### Data shown

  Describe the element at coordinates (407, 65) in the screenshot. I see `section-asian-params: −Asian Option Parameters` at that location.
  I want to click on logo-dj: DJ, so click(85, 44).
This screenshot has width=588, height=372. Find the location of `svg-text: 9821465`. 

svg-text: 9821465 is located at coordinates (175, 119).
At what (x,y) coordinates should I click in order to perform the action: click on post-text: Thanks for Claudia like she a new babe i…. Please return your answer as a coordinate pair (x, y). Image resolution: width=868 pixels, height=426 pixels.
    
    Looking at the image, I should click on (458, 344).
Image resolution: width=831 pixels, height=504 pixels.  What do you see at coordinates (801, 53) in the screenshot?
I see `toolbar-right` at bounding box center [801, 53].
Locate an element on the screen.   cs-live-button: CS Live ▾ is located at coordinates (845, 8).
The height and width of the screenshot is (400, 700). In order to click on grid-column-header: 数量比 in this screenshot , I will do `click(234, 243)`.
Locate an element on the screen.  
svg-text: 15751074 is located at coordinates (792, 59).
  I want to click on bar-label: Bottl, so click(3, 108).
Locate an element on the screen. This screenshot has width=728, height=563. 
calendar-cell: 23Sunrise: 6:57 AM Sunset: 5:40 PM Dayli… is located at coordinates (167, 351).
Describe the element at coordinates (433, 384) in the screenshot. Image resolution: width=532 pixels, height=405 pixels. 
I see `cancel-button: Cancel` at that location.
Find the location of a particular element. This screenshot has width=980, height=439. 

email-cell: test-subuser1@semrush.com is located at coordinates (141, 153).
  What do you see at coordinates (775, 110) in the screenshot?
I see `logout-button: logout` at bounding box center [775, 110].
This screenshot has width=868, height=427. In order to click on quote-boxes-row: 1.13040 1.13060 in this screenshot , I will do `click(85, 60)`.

######

| Task description |
Taking the line containing "The height and" as the first, please return it and every line after it through the end of the entries, exactly and only those.

| Expected output |
The height and width of the screenshot is (400, 700). In order to click on grid-column-header: 数量比 in this screenshot , I will do `click(234, 243)`.
Locate an element on the screen.  
svg-text: 15751074 is located at coordinates (792, 59).
  I want to click on bar-label: Bottl, so click(3, 108).
Locate an element on the screen. This screenshot has width=728, height=563. 
calendar-cell: 23Sunrise: 6:57 AM Sunset: 5:40 PM Dayli… is located at coordinates (167, 351).
Describe the element at coordinates (433, 384) in the screenshot. Image resolution: width=532 pixels, height=405 pixels. 
I see `cancel-button: Cancel` at that location.
Find the location of a particular element. This screenshot has width=980, height=439. 

email-cell: test-subuser1@semrush.com is located at coordinates (141, 153).
  What do you see at coordinates (775, 110) in the screenshot?
I see `logout-button: logout` at bounding box center [775, 110].
This screenshot has width=868, height=427. In order to click on quote-boxes-row: 1.13040 1.13060 in this screenshot , I will do `click(85, 60)`.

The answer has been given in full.